War Games

Back in my previous existence as an artillery officer, I participated in the war for a little while.  Our main job---my Marines and I---was to provide counter-fire support for units in and around the city of Fallujah, Iraq.  Basically, whenever our guys started taking rocket and/or mortar fire, radar would track the source of those rounds and send us their point of origin as a target.  Then we would shoot at it.  Simple.  Kind of.

By the time I got to Fallujah, all the dumb bad guys had been selected out of the gene pool; the ones who were left knew that what they were doing was extremely risky, and they took steps to minimize that risk.  They tried their best to make every opportunity count, and our goal was to make it just as costly as possible for them to shoot at us.  It was a deadly serious game-theoretical problem for both sides.  A game measured in seconds.

The typical rocket/mortar team would consist of only a few bad guys who would move into position, aim, fire, and withdraw as quickly as possible.  But, because an attack was both physically dangerous and materially costly, they went to great lengths to make the most of each strike.  If a team escaped our retaliatory volleys, they would often return for a second, hasty attack after our counter-fires had ended before retreating in earnest.  Since we were already pointing at their position, this second strike had to be much quicker and less deliberate, but the bad guys were still essentially getting two-for-one opportunities to try and kill us.  From our standpoint, this was not an ideal situation.

Part of our difficulty was bureaucratic.  When we first took over the battle space, our parent regiment handed down an order saying that all artillery counter-fire missions were to consist of eight rounds.  All of them.  So, in order to roughly double their chances of success, all the bad guys had to do was count to eight.  Immediately after the last round impacted, the rocket/mortar team could move back into place, with relative peace of mind, for a second attack.

Now as I said before, these teams were only a few guys deep, with very little in the way of physical protection, so the particular decision to mandate eight rounds was somewhat arbitrary.  In fact, for a target of that size and disposition, anywhere between five and eight rounds would be both effective and proportionally appropriate.  So our available pure strategies in this game would be of the form Shoot x rounds, where x is in the set {5, 6, 7, 8}.  Which x should we choose?

Any of them, with equal probability.  Assuming the bad guys liked their shoot-withdraw-shoot strategy (which, empirically, they did), it had just become a lot more costly.  If we ended up shooting eight rounds, then they could do what they'd always done and be exposed to the same level of risk as before.  But now, if we shot fewer than eight rounds, they'd have to hang around longer in the withdrawal position, waiting to see whether the last round of a mission really was the last round.  And if there's one thing that bad guys in the middle of doing something bad universally hate, it's hanging out in the open and waiting.  Lots of bad things can happen.  Simply by mixing it up, we immediately made them more hesitant and vulnerable 75% of the time.  And thus, less likely to get a second attack in.

The actual randomizing device we used for fire missions, constructed by my Marines.

The bad guys, being smart, certainly figured out what we were doing pretty quickly, but the beauty of the random mixed strategy is that it doesn't matter.  We could have held a meeting to explain to every bad guy in Fallujah what we were planning to do, and it wouldn't have helped them a bit.  They still couldn't have deduced how many rounds I would tell my Marines to fire, because I couldn't have deduced how many rounds I would tell my Marines to fire.  You can't out-think randomness.

It's interesting to think of the incredible premium that war puts on quality decisions, and how I found myself in a situation where I was able to make better decisions by sharing some of the responsibility with a mindless, spinning wheel.

Special thanks to Capt Greg Ostrin for the photo and associated nostalgia.

5 thoughts on “War Games

    1. Chris Lusto

      Don't feel too bad; this picture does sometimes inspire spinner envy.

      The WOD is kind of funny, and not just in a gallows humor sort of way, but also in a thinking-about-randomness sort of way. The decree to "mix it up" actually came from a fairly savvy major who was the fire support coordinator for the regiment (as a 24-year-old lieutenant, I had neither the authority nor the desire to alter a regimental dictum about round counts). I'm 100% positive that a spinner was not what he had in mind. In fact, the first time he saw it, he was palpably unenthusiastic.

      He wanted us to be unpredictable, but somehow not random. The idea of ceding control of a life-or-death decision to chance is offensive on a visceral level to someone in the business of routinely making life-or-death decisions. Even though I literally could not have done better than the wheel (discounting mechanical improvements to remove biases totally invisible to an enemy without the tools or aggregated data to discover them), and even though I am practically biologically guaranteed to do worse than the wheel, the implications of those two truths are deeply unsettling to a human psyche that has spent millions of years fighting randomness as a bitter rival rather than embracing it as a tool.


▸ **Problem requirements**
Tally the lines below containing "icon" and report only the total.

▸ **Records provided**
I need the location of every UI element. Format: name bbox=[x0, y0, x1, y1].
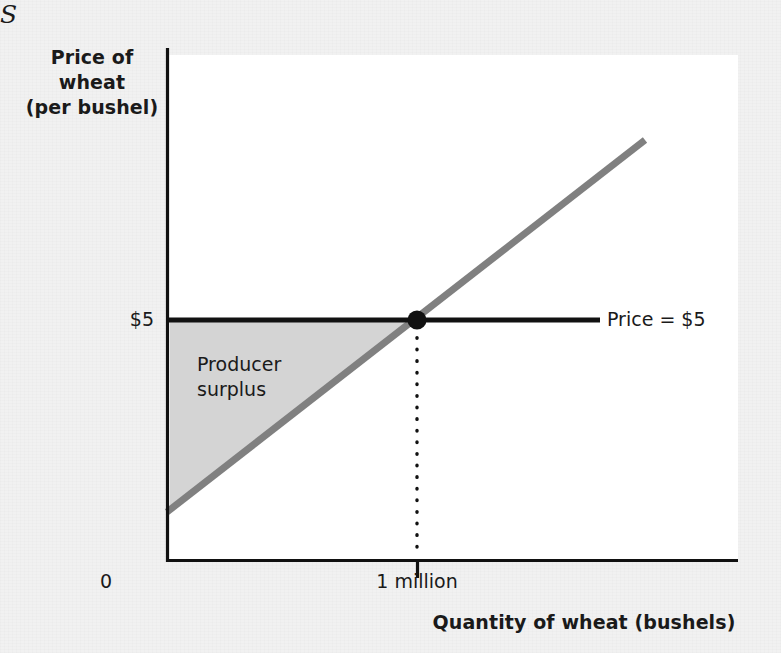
x-axis-title: Quantity of wheat (bushels) bbox=[398, 610, 770, 635]
producer-surplus-label-line-2: surplus bbox=[197, 377, 327, 402]
y-axis-title-line-1: Price of bbox=[18, 45, 166, 70]
equilibrium-point-marker bbox=[408, 311, 427, 330]
y-axis-title-line-2: wheat bbox=[18, 70, 166, 95]
y-axis-title: Price of wheat (per bushel) bbox=[18, 45, 166, 120]
producer-surplus-label: Producer surplus bbox=[197, 352, 327, 402]
producer-surplus-figure: Price of wheat (per bushel) Quantity of … bbox=[0, 0, 781, 653]
x-axis-tick-label-1-million: 1 million bbox=[343, 570, 491, 592]
y-axis-tick-label-5: $5 bbox=[96, 308, 154, 330]
price-line-label: Price = $5 bbox=[607, 308, 706, 330]
x-axis-tick-label-0: 0 bbox=[92, 570, 120, 592]
producer-surplus-label-line-1: Producer bbox=[197, 352, 327, 377]
y-axis-title-line-3: (per bushel) bbox=[18, 95, 166, 120]
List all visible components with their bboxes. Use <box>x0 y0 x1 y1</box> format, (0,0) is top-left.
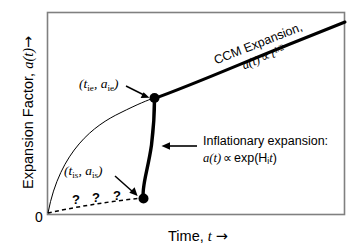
point-is-close-paren: ) <box>98 163 103 178</box>
y-axis-title: Expansion Factor, a(t)→ <box>20 12 37 212</box>
question-mark-2: ? <box>92 190 100 205</box>
expansion-factor-diagram: Expansion Factor, a(t)→ Time, t → 0 (tie… <box>0 0 358 251</box>
x-axis-arrow-icon: → <box>216 228 228 244</box>
ccm-extrapolation-curve <box>48 98 154 213</box>
point-ie-comma: , <box>94 76 101 91</box>
y-axis-title-text: Expansion Factor, <box>20 69 36 189</box>
point-ie-label: (tie, aie) <box>79 76 119 93</box>
inflation-label-law: a(t)∝exp(Hit) <box>203 151 328 167</box>
ccm-law-exponent: 1/2 <box>272 42 286 55</box>
x-axis-title-text: Time, <box>168 228 208 244</box>
inflation-law-close: ) <box>273 151 277 165</box>
inflation-law-exp-open: exp(H <box>234 151 267 165</box>
point-is-a-symbol: a <box>85 163 92 178</box>
question-mark-1: ? <box>72 192 80 207</box>
inflation-label-line1: Inflationary expansion: <box>203 134 328 148</box>
arrow-to-point-ie <box>126 86 150 98</box>
y-axis-title-math: a(t) <box>20 48 36 69</box>
x-axis-title: Time, t → <box>118 228 278 245</box>
marker-point-ie <box>150 93 160 103</box>
inflation-law-a: a(t) <box>203 151 221 165</box>
point-ie-t-subscript: ie <box>87 83 94 93</box>
y-axis-arrow-icon: → <box>20 36 36 48</box>
point-is-label: (tis, ais) <box>64 163 103 180</box>
inflation-expansion-label: Inflationary expansion: a(t)∝exp(Hit) <box>203 134 328 168</box>
question-mark-3: ? <box>113 188 121 203</box>
x-axis-title-math: t <box>208 228 212 244</box>
point-ie-close-paren: ) <box>114 76 119 91</box>
inflationary-expansion-curve <box>143 99 155 199</box>
origin-label: 0 <box>35 209 43 225</box>
arrow-to-inflation-curve <box>162 142 198 150</box>
proportional-icon-2: ∝ <box>221 150 234 165</box>
marker-point-is <box>139 194 149 204</box>
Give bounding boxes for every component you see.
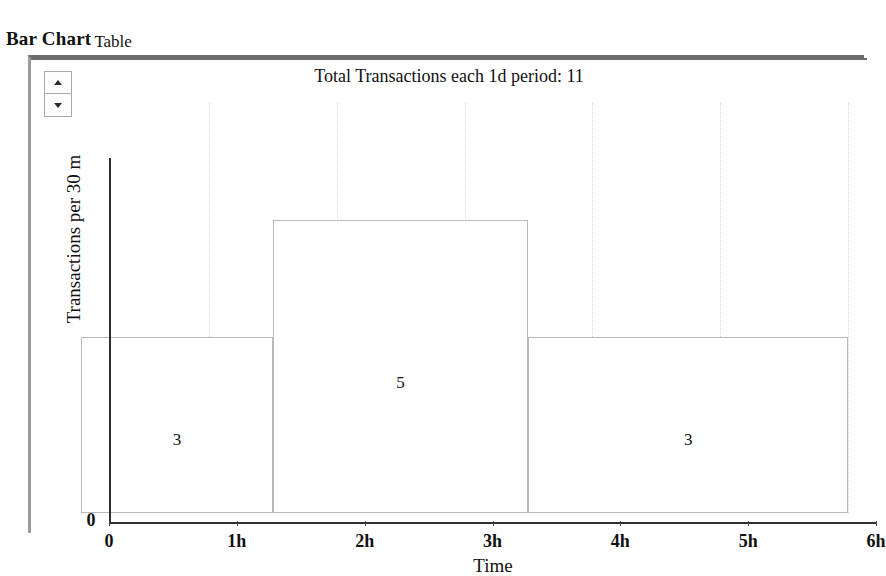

▸ **Solved problem**
3